The NYC Restaurant With The Hands-Down Best Thai Food, According To Customers
In Woodside, on the west side of Queens, you will find not only find the best Thai restaurant in New York City, but also a meal that may entirely redefine how you think of the cuisine. A simple exterior, with a sign featuring red cursive writing spelling out the name "SriPraPhai" against a black background, belies a charming interior and exquisite selection of dishes on offer.
Named for the owner, Sripraphai Tipmanee, this restaurant has been slinging a different sort of Thai cuisine since the '90s. The venture began as a small bakery, offering traditional Thai desserts to the community, but through passion, dedication, and really good food, has grown and evolved. Now there are not one, but two restaurants by the name, that reviewers on Yelp and other platforms heap praise upon with statements like, "The BEST Thai restaurant I have been to in the States."
What makes Sripraphai special cannot be pared down to just one aspect of the restaurant — it is a place that manages every part of this complicated business with aplomb — but the focus on regional Thai cuisines is one of the greatest draws. The menu is long, featuring over 120 dishes from all over Thailand, offering a broader glimpse into the varied culinary culture of the country than most Thai restaurants. In each dish, the chefs work a careful interplay of light preparation and a complex balance of flavors, seeking to weave together intense aromatics with all five of the major tastes. As one Trip Advisor reviewer playfully describes the restaurant, "It's pronounced 'better than the other Thai Food you've been eating.'"
What to order at Sripraphai
The traditional Thai restaurant dishes are done well here — you can get a delicious bowl of tom yum soup, an excellent plate of drunken noodles, and an always-divine glass of Thai iced tea — but the true beauty of Sripraphai is the extensive menu full of atypical delights. Some of the dishes on offer may prove novel even for the most intrepid Thai food enthusiasts. And, for the rest, well, bravery in ordering is the only way you ever find a new favorite food. Plus, sticking to only what you already know is one of the persistent mistakes everyone makes at Thai restaurants.
39 spiral-bound pages is heavy in the hand and may seem like a lot to wade through, but the restaurant helps the process with some chef's suggestions like the crispy Chinese watercress salad with shrimp, squid, cashews, and peanuts and the chicken curry puffs, crisp pastry stuffed with chicken, potato, and onion and served with a cucumber sauce. For the best results, though, it is often wise to peruse online reviews from previous diners. For this restaurant, there are plenty out there to point you in the right direction.
There isn't room enough here to delve into all of the dishes diners endorse, but the duck green curry and fried catfish are common favorites that also aren't something you'll find at every Thai takeout. Add to that a plate of ground pork larb and a Thai omelet, and you have yourself an order that will knock your socks off with both flavor and novelty. You can stick to what you know or you can lean on the advice of those who dined before — either way you're guaranteed a great meal.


Your assignment:
Please return every line of the records below that contains the word "interactable".

(Source data)
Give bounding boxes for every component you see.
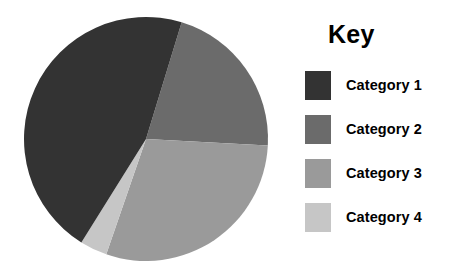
chart-legend: Key Category 1Category 2Category 3Catego… bbox=[300, 0, 469, 274]
pie-chart-svg bbox=[0, 0, 290, 274]
legend-item-label: Category 3 bbox=[346, 165, 422, 181]
legend-title: Key bbox=[328, 22, 375, 47]
pie-chart-figure: Key Category 1Category 2Category 3Catego… bbox=[0, 0, 469, 274]
legend-item-list: Category 1Category 2Category 3Category 4 bbox=[305, 70, 469, 246]
legend-item-label: Category 4 bbox=[346, 209, 422, 225]
legend-swatch-icon bbox=[305, 159, 331, 188]
legend-item[interactable]: Category 3 bbox=[305, 158, 469, 188]
legend-item[interactable]: Category 1 bbox=[305, 70, 469, 100]
legend-item[interactable]: Category 4 bbox=[305, 202, 469, 232]
legend-swatch-icon bbox=[305, 115, 331, 144]
legend-item-label: Category 1 bbox=[346, 77, 422, 93]
legend-item-label: Category 2 bbox=[346, 121, 422, 137]
legend-item[interactable]: Category 2 bbox=[305, 114, 469, 144]
legend-swatch-icon bbox=[305, 71, 331, 100]
legend-swatch-icon bbox=[305, 203, 331, 232]
pie-chart-area bbox=[0, 0, 290, 274]
pie-slice-group bbox=[24, 17, 268, 261]
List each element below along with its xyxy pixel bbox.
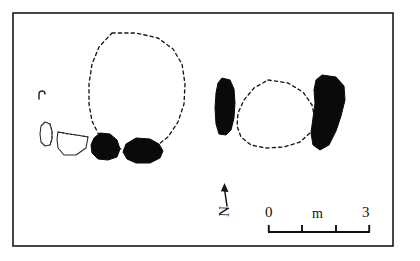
right-dashed-enclosure <box>237 80 315 148</box>
stone-filled-right-west <box>215 78 235 135</box>
site-plan-canvas <box>0 0 420 261</box>
scale-label-unit: m <box>312 207 323 221</box>
stone-filled-left-a <box>91 133 120 160</box>
small-hook-mark <box>39 91 45 99</box>
site-plan-figure: 0 m 3 N <box>0 0 420 261</box>
stone-filled-left-b <box>123 138 163 163</box>
scale-bar-graphic <box>268 225 370 232</box>
scale-label-start: 0 <box>265 205 273 220</box>
outline-stone-trapezoid <box>57 132 88 155</box>
north-label: N <box>216 206 233 217</box>
scale-label-end: 3 <box>362 205 370 220</box>
north-arrow-icon <box>221 183 229 206</box>
stone-filled-right-east <box>311 75 345 150</box>
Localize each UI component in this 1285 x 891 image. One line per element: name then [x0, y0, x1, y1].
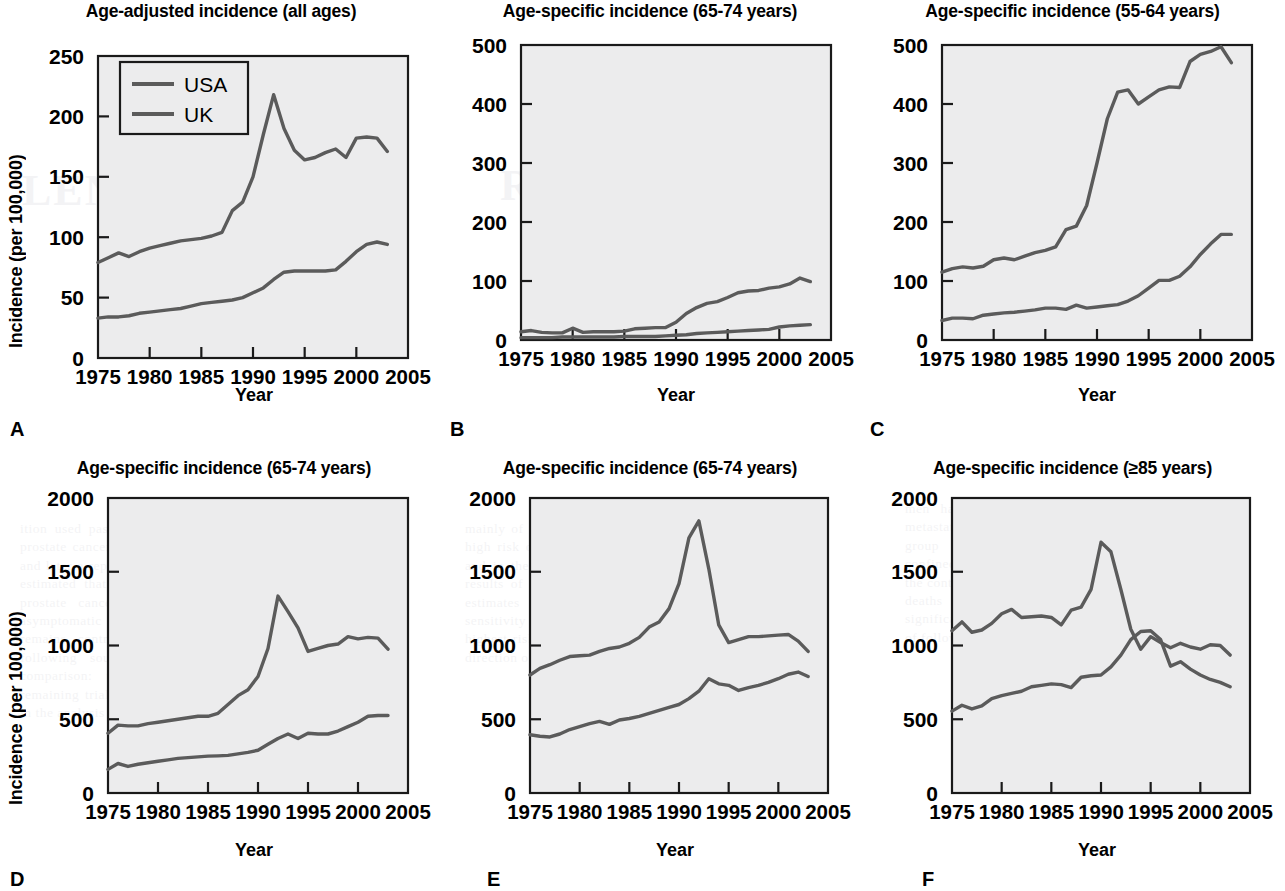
svg-text:1995: 1995	[285, 800, 331, 823]
chart-panel-D: Age-specific incidence (65-74 years) Inc…	[0, 440, 440, 891]
svg-text:250: 250	[49, 45, 84, 68]
svg-text:500: 500	[472, 34, 507, 57]
svg-text:2000: 2000	[335, 800, 381, 823]
svg-text:1990: 1990	[1078, 800, 1124, 823]
svg-text:1990: 1990	[656, 800, 702, 823]
chart-svg-B: 0100200300400500197519801985199019952000…	[440, 0, 860, 400]
svg-text:1990: 1990	[653, 347, 699, 370]
svg-text:2000: 2000	[891, 487, 938, 510]
chart-svg-F: 0500100015002000197519801985199019952000…	[860, 440, 1285, 855]
svg-text:1500: 1500	[47, 560, 94, 583]
svg-text:USA: USA	[184, 73, 227, 96]
svg-text:1995: 1995	[1126, 347, 1172, 370]
svg-text:1980: 1980	[135, 800, 181, 823]
svg-text:1975: 1975	[498, 347, 544, 370]
svg-text:1980: 1980	[971, 347, 1017, 370]
svg-text:2005: 2005	[385, 365, 431, 388]
svg-text:2000: 2000	[47, 487, 94, 510]
svg-text:2000: 2000	[334, 365, 380, 388]
svg-text:2000: 2000	[469, 487, 516, 510]
svg-text:200: 200	[472, 211, 507, 234]
svg-text:1980: 1980	[127, 365, 173, 388]
chart-panel-E: Age-specific incidence (65-74 years) Yea…	[440, 440, 860, 891]
svg-text:1000: 1000	[469, 634, 516, 657]
panel-letter-A: A	[10, 418, 24, 441]
svg-text:500: 500	[903, 708, 938, 731]
panel-letter-F: F	[922, 868, 934, 891]
svg-text:1985: 1985	[602, 347, 648, 370]
svg-text:1985: 1985	[1029, 800, 1075, 823]
svg-text:2005: 2005	[385, 800, 431, 823]
svg-text:1500: 1500	[891, 560, 938, 583]
svg-text:100: 100	[49, 226, 84, 249]
svg-text:1975: 1975	[507, 800, 553, 823]
incidence-figure-grid: Age-adjusted incidence (all ages) Incide…	[0, 0, 1285, 891]
svg-text:1995: 1995	[705, 347, 751, 370]
svg-text:2000: 2000	[1178, 347, 1224, 370]
svg-text:1985: 1985	[179, 365, 225, 388]
chart-panel-A: Age-adjusted incidence (all ages) Incide…	[0, 0, 440, 440]
svg-text:1990: 1990	[1074, 347, 1120, 370]
svg-text:1500: 1500	[469, 560, 516, 583]
svg-text:1980: 1980	[550, 347, 596, 370]
svg-text:400: 400	[893, 93, 928, 116]
svg-text:1990: 1990	[235, 800, 281, 823]
svg-text:1995: 1995	[706, 800, 752, 823]
svg-text:1000: 1000	[891, 634, 938, 657]
svg-text:50: 50	[61, 286, 84, 309]
chart-svg-C: 0100200300400500197519801985199019952000…	[860, 0, 1285, 400]
panel-letter-C: C	[870, 418, 884, 441]
svg-text:1985: 1985	[185, 800, 231, 823]
svg-text:500: 500	[481, 708, 516, 731]
panel-letter-B: B	[450, 418, 464, 441]
svg-text:1985: 1985	[1023, 347, 1069, 370]
svg-text:200: 200	[49, 105, 84, 128]
svg-text:UK: UK	[184, 103, 213, 126]
svg-text:2000: 2000	[757, 347, 803, 370]
svg-text:150: 150	[49, 165, 84, 188]
svg-text:1975: 1975	[85, 800, 131, 823]
svg-text:1975: 1975	[919, 347, 965, 370]
svg-text:100: 100	[472, 270, 507, 293]
svg-text:1975: 1975	[929, 800, 975, 823]
chart-svg-E: 0500100015002000197519801985199019952000…	[440, 440, 860, 855]
chart-panel-B: Age-specific incidence (65-74 years) Yea…	[440, 0, 860, 440]
svg-text:1975: 1975	[75, 365, 121, 388]
svg-text:500: 500	[59, 708, 94, 731]
svg-text:1000: 1000	[47, 634, 94, 657]
chart-panel-C: Age-specific incidence (55-64 years) Yea…	[860, 0, 1285, 440]
svg-text:2005: 2005	[1227, 800, 1273, 823]
svg-text:200: 200	[893, 211, 928, 234]
panel-letter-D: D	[10, 868, 24, 891]
svg-text:1995: 1995	[1128, 800, 1174, 823]
chart-panel-F: Age-specific incidence (≥85 years) Year …	[860, 440, 1285, 891]
svg-text:1995: 1995	[282, 365, 328, 388]
chart-svg-D: 0500100015002000197519801985199019952000…	[0, 440, 440, 855]
svg-text:1985: 1985	[607, 800, 653, 823]
svg-text:400: 400	[472, 93, 507, 116]
svg-text:2005: 2005	[1229, 347, 1275, 370]
svg-text:100: 100	[893, 270, 928, 293]
svg-text:2000: 2000	[756, 800, 802, 823]
svg-text:2000: 2000	[1178, 800, 1224, 823]
svg-text:2005: 2005	[808, 347, 854, 370]
svg-text:1980: 1980	[979, 800, 1025, 823]
svg-text:300: 300	[893, 152, 928, 175]
svg-text:1990: 1990	[230, 365, 276, 388]
chart-svg-A: 0501001502002501975198019851990199520002…	[0, 0, 440, 400]
svg-text:500: 500	[893, 34, 928, 57]
svg-text:300: 300	[472, 152, 507, 175]
svg-text:1980: 1980	[557, 800, 603, 823]
panel-letter-E: E	[487, 868, 500, 891]
svg-text:2005: 2005	[805, 800, 851, 823]
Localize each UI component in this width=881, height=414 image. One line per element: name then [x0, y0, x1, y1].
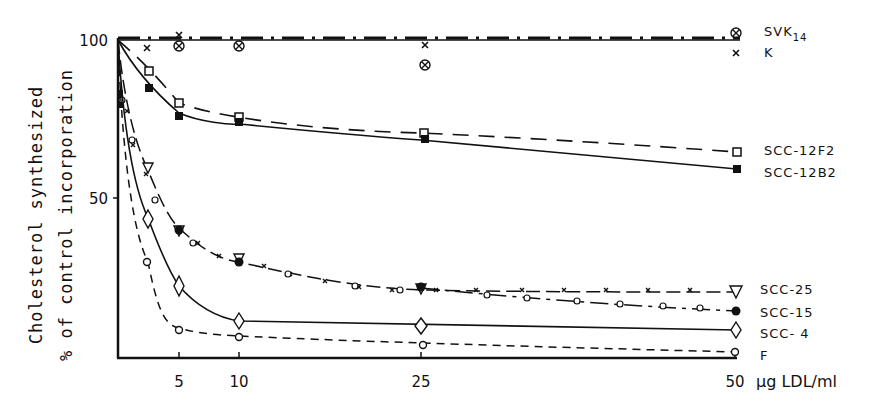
- y-tick-50: 50: [89, 190, 108, 208]
- x-tick-5: 5: [174, 373, 184, 391]
- series-scc-12b2: [117, 40, 741, 173]
- chart: Cholesterol synthesized % of control inc…: [0, 0, 881, 414]
- series-svk14-k: [118, 28, 741, 70]
- x-tick-10: 10: [229, 373, 248, 391]
- label-k: K: [764, 45, 774, 60]
- series-labels: SVK14 K SCC-12F2 SCC-12B2 SCC-25 SCC-15 …: [760, 24, 837, 363]
- x-axis-unit: µg LDL/ml: [756, 372, 837, 391]
- y-tick-100: 100: [79, 32, 108, 50]
- label-svk14: SVK14: [764, 24, 807, 43]
- series-scc-15: [119, 97, 741, 316]
- label-f: F: [760, 348, 768, 363]
- y-axis-label-line2: % of control incorporation: [56, 69, 76, 361]
- series-scc-12f2: [118, 40, 741, 156]
- series-scc-4: [118, 40, 741, 338]
- x-markers: [144, 32, 739, 56]
- circle-x-markers: [174, 28, 741, 70]
- series-f: [118, 40, 739, 356]
- label-scc-12f2: SCC-12F2: [764, 143, 835, 158]
- series-scc-25: [118, 40, 742, 298]
- label-scc-15: SCC-15: [760, 305, 814, 320]
- x-tick-25: 25: [411, 373, 430, 391]
- x-tick-50: 50: [725, 373, 744, 391]
- label-scc-4: SCC- 4: [760, 326, 810, 341]
- label-scc-25: SCC-25: [760, 282, 814, 297]
- label-scc-12b2: SCC-12B2: [764, 165, 837, 180]
- y-axis-label-line1: Cholesterol synthesized: [26, 86, 46, 344]
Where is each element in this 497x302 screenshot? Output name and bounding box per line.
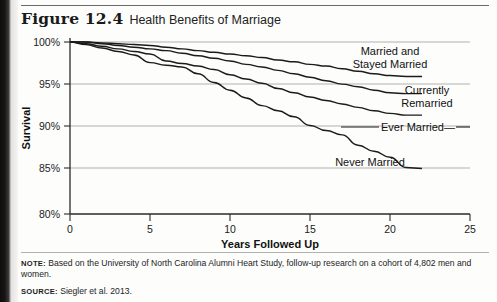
y-axis-title: Survival	[20, 107, 32, 150]
series-label-ever-married: Ever Married—	[381, 121, 455, 133]
y-tick-label-100: 100%	[33, 36, 60, 48]
figure-note: NOTE: Based on the University of North C…	[21, 258, 483, 281]
x-tick-label-25: 25	[464, 223, 476, 235]
chart-svg: 100% 95% 90% 85% 80% 0 5 10 15 20 25 Yea…	[0, 0, 497, 250]
source-text: Siegler et al. 2013.	[58, 286, 132, 296]
note-label: NOTE:	[21, 259, 46, 268]
y-ticks	[64, 42, 70, 214]
series-label-currently-remarried-line1: Currently	[405, 84, 450, 96]
note-divider-rule	[21, 252, 489, 253]
x-ticks	[70, 214, 470, 221]
y-tick-label-80: 80%	[39, 208, 60, 220]
y-tick-label-85: 85%	[39, 162, 60, 174]
series-label-currently-remarried-line2: Remarried	[401, 97, 452, 109]
x-tick-label-20: 20	[384, 223, 396, 235]
figure-page: Figure 12.4Health Benefits of Marriage	[0, 0, 497, 302]
x-tick-label-10: 10	[224, 223, 236, 235]
y-tick-label-95: 95%	[39, 78, 60, 90]
series-label-married-and-stayed-married-line1: Married and	[361, 45, 420, 57]
series-label-married-and-stayed-married-line2: Stayed Married	[353, 58, 428, 70]
y-tick-label-90: 90%	[39, 120, 60, 132]
x-tick-label-0: 0	[67, 223, 73, 235]
series-label-never-married: Never Married	[335, 156, 405, 168]
source-label: SOURCE:	[21, 287, 58, 296]
figure-source: SOURCE: Siegler et al. 2013.	[21, 286, 483, 297]
x-tick-label-15: 15	[304, 223, 316, 235]
note-text: Based on the University of North Carolin…	[21, 258, 471, 279]
x-tick-label-5: 5	[147, 223, 153, 235]
survival-chart: 100% 95% 90% 85% 80% 0 5 10 15 20 25 Yea…	[0, 0, 497, 302]
x-axis-title: Years Followed Up	[221, 238, 319, 250]
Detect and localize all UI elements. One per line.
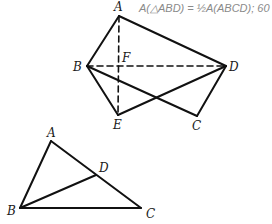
label-D2: D	[98, 161, 109, 175]
segment-AB	[87, 16, 119, 66]
label-B1: B	[72, 60, 82, 74]
segment-ED	[118, 66, 226, 115]
segment-AD	[119, 16, 226, 66]
geometry-figures: A B D F E C A B C D	[0, 0, 272, 224]
label-F1: F	[121, 51, 131, 65]
figure-2-triangle	[20, 141, 141, 208]
dashed-altitude-AE	[118, 16, 119, 115]
segment-AB-2	[20, 141, 51, 208]
label-C2: C	[146, 207, 155, 221]
label-D1: D	[228, 60, 239, 74]
label-A2: A	[46, 126, 56, 140]
figure-1-quadrilateral	[87, 16, 226, 116]
label-C1: C	[192, 119, 201, 133]
label-B2: B	[6, 204, 16, 218]
segment-BD-2	[20, 175, 96, 208]
label-A1: A	[113, 0, 123, 14]
figure-2-labels: A B C D	[6, 126, 155, 221]
label-E1: E	[112, 118, 122, 132]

Response area:
legend-item[interactable]: Category 3 bbox=[305, 158, 469, 188]
legend-item[interactable]: Category 1 bbox=[305, 70, 469, 100]
legend-item[interactable]: Category 4 bbox=[305, 202, 469, 232]
legend-item[interactable]: Category 2 bbox=[305, 114, 469, 144]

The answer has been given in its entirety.